How is this different from Release Radar?
Release Radar is great for passive discovery. Tracknack is for active tracking — it catches everything Release Radar skips.
Last reviewed: March 2026
Feature comparison
What sets Tracknack apart

Follow artists featured in album credits
With additional data from Discogs, Tracknack is able to look into album and track credits to find music by producers, songwriters, composers or sound engineers that don’t even have a dedicated profile on Spotify - but that doesn’t mean the music they have worked on isn’t there!

Follow record labels
If you enjoy following record labels that tend to put out music you like, with Tracknack you can get their latest releases automatically. Some labels have playlists of their full discography on Spotify but it’s difficult to find and keep track of them since you don’t get notified when they are updated.

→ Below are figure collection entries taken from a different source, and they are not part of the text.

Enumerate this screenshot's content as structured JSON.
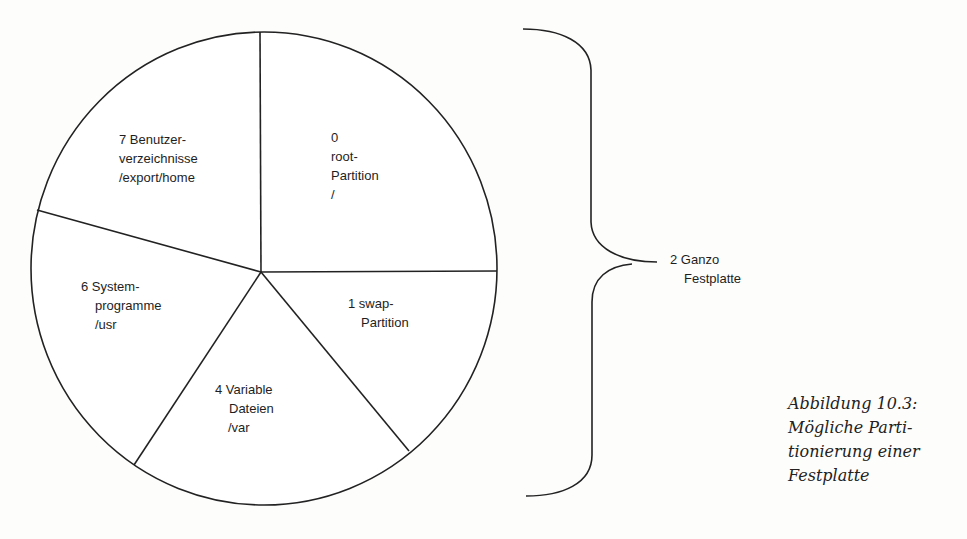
{
  "diagram": {
    "type": "pie-partition-diagram",
    "stroke_color": "#222222",
    "background_color": "#fdfdfc",
    "slices": [
      {
        "id": "slice-0",
        "lines": [
          "0",
          "root-",
          "Partition",
          "/"
        ]
      },
      {
        "id": "slice-1",
        "lines": [
          "1 swap-",
          "Partition"
        ]
      },
      {
        "id": "slice-4",
        "lines": [
          "4 Variable",
          "Dateien",
          "/var"
        ]
      },
      {
        "id": "slice-6",
        "lines": [
          "6 System-",
          "programme",
          "/usr"
        ]
      },
      {
        "id": "slice-7",
        "lines": [
          "7 Benutzer-",
          "verzeichnisse",
          "/export/home"
        ]
      }
    ],
    "brace_label": {
      "lines": [
        "2 Ganzo",
        "Festplatte"
      ]
    }
  },
  "caption": {
    "lines": [
      "Abbildung 10.3:",
      "Mögliche Parti-",
      "tionierung einer",
      "Festplatte"
    ]
  }
}
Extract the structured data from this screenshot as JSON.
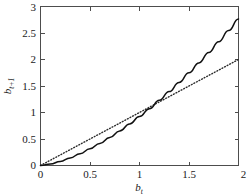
{
  "chart_data": {
    "type": "line",
    "title": "",
    "subtitle": "",
    "xlabel": "b_t",
    "xlabel_base": "b",
    "xlabel_sub": "t",
    "ylabel": "b_t+1",
    "ylabel_base": "b",
    "ylabel_sub": "t+1",
    "xlim": [
      0,
      2
    ],
    "ylim": [
      0,
      3
    ],
    "grid": false,
    "legend": "none",
    "background_color": "#ffffff",
    "frame_color": "#4d4d4d",
    "xticks": [
      0,
      0.5,
      1,
      1.5,
      2
    ],
    "xticklabels": [
      "0",
      "0.5",
      "1",
      "1.5",
      "2"
    ],
    "yticks": [
      0,
      0.5,
      1,
      1.5,
      2,
      2.5,
      3
    ],
    "yticklabels": [
      "0",
      "0.5",
      "1",
      "1.5",
      "2",
      "2.5",
      "3"
    ],
    "series": [
      {
        "name": "transition-curve",
        "style": "solid",
        "color": "#111111",
        "x": [
          0,
          0.1,
          0.2,
          0.3,
          0.4,
          0.5,
          0.6,
          0.7,
          0.8,
          0.9,
          1.0,
          1.1,
          1.2,
          1.3,
          1.4,
          1.5,
          1.6,
          1.7,
          1.8,
          1.9,
          2.0
        ],
        "values": [
          0,
          0.026,
          0.077,
          0.143,
          0.223,
          0.315,
          0.417,
          0.53,
          0.652,
          0.783,
          0.923,
          1.072,
          1.229,
          1.394,
          1.567,
          1.748,
          1.936,
          2.132,
          2.335,
          2.545,
          2.762
        ]
      },
      {
        "name": "forty-five-degree-line",
        "style": "dotted",
        "color": "#2b2b2b",
        "x": [
          0,
          2.0
        ],
        "values": [
          0,
          2.0
        ]
      }
    ]
  }
}
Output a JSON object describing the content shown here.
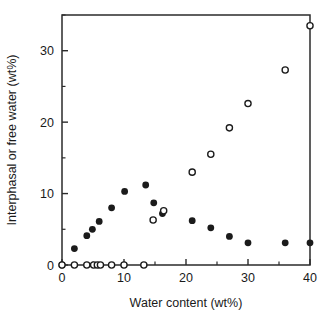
{
  "chart_data": {
    "type": "scatter",
    "title": "",
    "xlabel": "Water content (wt%)",
    "ylabel": "Interphasal or free water (wt%)",
    "xlim": [
      0,
      40
    ],
    "ylim": [
      0,
      35
    ],
    "grid": false,
    "legend": "none",
    "x_ticks_major": [
      0,
      10,
      20,
      30,
      40
    ],
    "x_tick_labels": [
      "0",
      "10",
      "20",
      "30",
      "40"
    ],
    "x_ticks_minor": [
      5,
      15,
      25,
      35
    ],
    "y_ticks_major": [
      0,
      10,
      20,
      30
    ],
    "y_tick_labels": [
      "0",
      "10",
      "20",
      "30"
    ],
    "y_ticks_minor": [
      5,
      15,
      25,
      35
    ],
    "series": [
      {
        "name": "Interphasal water",
        "marker": "filled-circle",
        "color": "#1b1b1b",
        "points": [
          {
            "x": 0.0,
            "y": 0.0
          },
          {
            "x": 2.0,
            "y": 2.3
          },
          {
            "x": 4.0,
            "y": 4.1
          },
          {
            "x": 4.9,
            "y": 5.0
          },
          {
            "x": 6.0,
            "y": 6.1
          },
          {
            "x": 8.0,
            "y": 8.0
          },
          {
            "x": 10.1,
            "y": 10.3
          },
          {
            "x": 13.5,
            "y": 11.2
          },
          {
            "x": 14.8,
            "y": 8.7
          },
          {
            "x": 16.2,
            "y": 7.2
          },
          {
            "x": 21.0,
            "y": 6.2
          },
          {
            "x": 24.0,
            "y": 5.2
          },
          {
            "x": 27.0,
            "y": 4.0
          },
          {
            "x": 30.0,
            "y": 3.1
          },
          {
            "x": 36.0,
            "y": 3.1
          },
          {
            "x": 40.0,
            "y": 3.1
          }
        ]
      },
      {
        "name": "Free water",
        "marker": "open-circle",
        "color": "#1b1b1b",
        "points": [
          {
            "x": 0.0,
            "y": 0.0
          },
          {
            "x": 2.0,
            "y": 0.0
          },
          {
            "x": 4.0,
            "y": 0.0
          },
          {
            "x": 5.1,
            "y": 0.0
          },
          {
            "x": 5.7,
            "y": 0.0
          },
          {
            "x": 6.2,
            "y": 0.0
          },
          {
            "x": 8.0,
            "y": 0.0
          },
          {
            "x": 10.0,
            "y": 0.0
          },
          {
            "x": 13.2,
            "y": 0.0
          },
          {
            "x": 14.7,
            "y": 6.3
          },
          {
            "x": 16.4,
            "y": 7.6
          },
          {
            "x": 21.0,
            "y": 13.0
          },
          {
            "x": 24.0,
            "y": 15.5
          },
          {
            "x": 27.0,
            "y": 19.2
          },
          {
            "x": 30.0,
            "y": 22.6
          },
          {
            "x": 36.0,
            "y": 27.3
          },
          {
            "x": 40.0,
            "y": 33.5
          }
        ]
      }
    ]
  },
  "plot_geometry": {
    "left_px": 62,
    "right_px": 310,
    "bottom_px": 265,
    "top_px": 15
  }
}
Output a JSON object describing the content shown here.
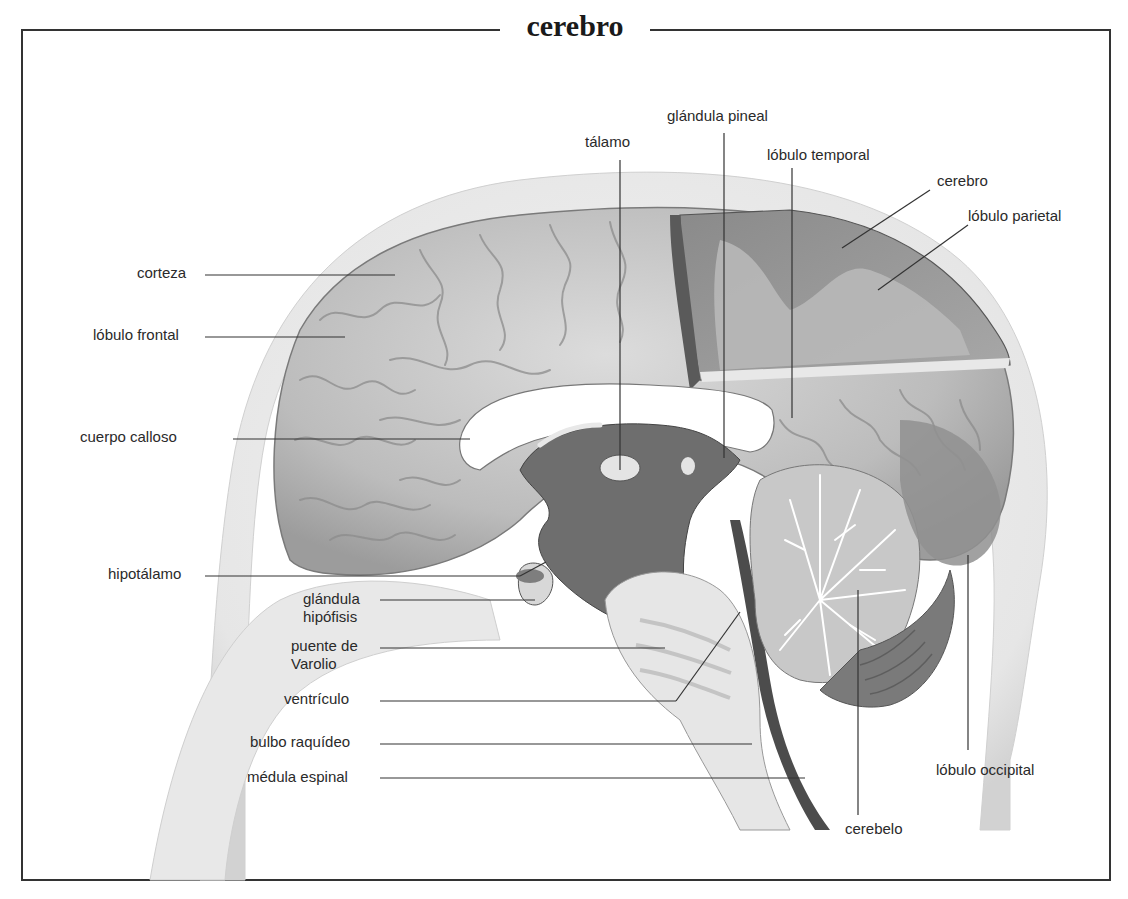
{
  "title": "cerebro",
  "diagram": {
    "labels": {
      "talamo": "tálamo",
      "glandula_pineal": "glándula pineal",
      "lobulo_temporal": "lóbulo temporal",
      "cerebro": "cerebro",
      "lobulo_parietal": "lóbulo parietal",
      "corteza": "corteza",
      "lobulo_frontal": "lóbulo frontal",
      "cuerpo_calloso": "cuerpo calloso",
      "hipotalamo": "hipotálamo",
      "glandula_hipofisis_1": "glándula",
      "glandula_hipofisis_2": "hipófisis",
      "puente_varolio_1": "puente de",
      "puente_varolio_2": "Varolio",
      "ventriculo": "ventrículo",
      "bulbo_raquideo": "bulbo raquídeo",
      "medula_espinal": "médula espinal",
      "lobulo_occipital": "lóbulo occipital",
      "cerebelo": "cerebelo"
    }
  },
  "colors": {
    "frame": "#333333",
    "leader_line": "#333333",
    "brain_surface": "#c8c8c8",
    "cut_section": "#9a9a9a",
    "dark_interior": "#6e6e6e",
    "head_outline": "#e2e2e2"
  }
}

Get more control over music discovery
With Tracknack’s email notifications and features for exploring added tracks you know exactly when and why a track has been added. You can also determine your playlist update frequency to make it happen on a daily, weekly or monthly basis depending on your needs.

Tracknack doesn’t curate
With Tracknack you’ll always get all of the new music from artists and labels you follow as soon as they’re found by our system as opposed to a limited collection of tracks every week.

No sponsored content
Spotify tend to promote big artists, which makes their playlists work as vehicles for targeted advertising to a certain extent.

Discover by musical connection
Tracknack takes a different approach to music discovery compared to Discover Weekly. On Tracknack you discover artists by their connections to artists or labels you like, while Discover Weekly looks for music that other listeners put together with music you like. Neither approach is better than the other, but they're different!
When Release Radar is enough
If you're happy with Spotify's weekly picks and mostly listen to mainstream artists, Release Radar does a good job on its own. It's built into Spotify, requires zero setup, and surfaces new music you might not find otherwise. Where it falls short is completeness — it picks ~30 tracks from an algorithm, which means releases from smaller artists, producers, and labels slip through. Tracknack fills that gap.
Frequently asked questions
How is this different from Release Radar?
Why does Release Radar miss some releases?
Can I use Tracknack alongside Release Radar?
How can I follow producers and songwriters and not just solo artists?
Is Tracknack free?
Learn more
Have an idea or feedback?
If you have any comments about Tracknack or would like Tracknack to have a specific feature, drop me an email!